PPP’s own Steve Kennedy wrote for Slate that, “even before the installation of its conservative supermajority, the court had long viewed scientific evidence that runs contrary to its policy preferences with contempt.”
“Skepticism of an inconvenient scientific consensus is nothing new for the Supreme Court, particularly for the conservatives. In Stanford v. Kentucky, the 1989 case on the constitutionality of capital punishment for 16- and 17-year-olds, Justice William Brennan pointed out the conservative majority’s “evident but misplaced disdain” for scientific evidence, particularly that of the social sciences. In Lockhart v. McCree, Justice William Rehnquist took it upon himself to disregard 14 of 15 submitted peer-reviewed studies, stating that the only reliable study happened to be the one that supported his position, contrary to the scientific consensus. Chief Justice John Roberts has gone so far as to call certain fields “sociological gobbledygook.”
Conservatives’ dislike of science does not stop at social sciences, though. In recent years, conservative justices have made statements completely at odds with the scientific consensus, including saying that carbon dioxide is not a pollutant, and taking the position that a surface connection between navigable waters is necessary for pollution of wetlands to matter. There is a strong scientific consensus contrary to each of these contentions, but the conservative justices chose to disregard it in favor of their prior opinions.”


## EXERCISE AIM
Each record should be copied exactly into the answer, and no picture should go with it.

*** DATA RECORDS

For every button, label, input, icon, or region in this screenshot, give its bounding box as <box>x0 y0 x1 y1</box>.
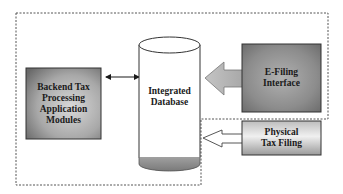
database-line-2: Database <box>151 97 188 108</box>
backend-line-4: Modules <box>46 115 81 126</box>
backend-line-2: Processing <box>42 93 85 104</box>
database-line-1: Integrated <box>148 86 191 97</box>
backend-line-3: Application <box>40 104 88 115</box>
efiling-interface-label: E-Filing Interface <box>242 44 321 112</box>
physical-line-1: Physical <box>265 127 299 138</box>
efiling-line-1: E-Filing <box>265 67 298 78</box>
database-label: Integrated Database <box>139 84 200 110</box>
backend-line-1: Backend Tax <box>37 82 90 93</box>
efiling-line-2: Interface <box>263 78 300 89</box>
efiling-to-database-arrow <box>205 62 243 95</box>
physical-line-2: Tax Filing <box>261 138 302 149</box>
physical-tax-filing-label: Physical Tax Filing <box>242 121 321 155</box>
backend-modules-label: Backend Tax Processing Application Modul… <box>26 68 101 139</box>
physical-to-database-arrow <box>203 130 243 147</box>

******

## REPLY
For every button, label, input, icon, or region in this screenshot, give its bounding box as <box>x0 y0 x1 y1</box>.
database-line-2: Database <box>151 97 188 108</box>
backend-line-4: Modules <box>46 115 81 126</box>
backend-line-2: Processing <box>42 93 85 104</box>
database-line-1: Integrated <box>148 86 191 97</box>
backend-line-3: Application <box>40 104 88 115</box>
efiling-interface-label: E-Filing Interface <box>242 44 321 112</box>
physical-line-1: Physical <box>265 127 299 138</box>
efiling-line-1: E-Filing <box>265 67 298 78</box>
database-label: Integrated Database <box>139 84 200 110</box>
backend-line-1: Backend Tax <box>37 82 90 93</box>
efiling-line-2: Interface <box>263 78 300 89</box>
efiling-to-database-arrow <box>205 62 243 95</box>
physical-line-2: Tax Filing <box>261 138 302 149</box>
physical-tax-filing-label: Physical Tax Filing <box>242 121 321 155</box>
backend-modules-label: Backend Tax Processing Application Modul… <box>26 68 101 139</box>
physical-to-database-arrow <box>203 130 243 147</box>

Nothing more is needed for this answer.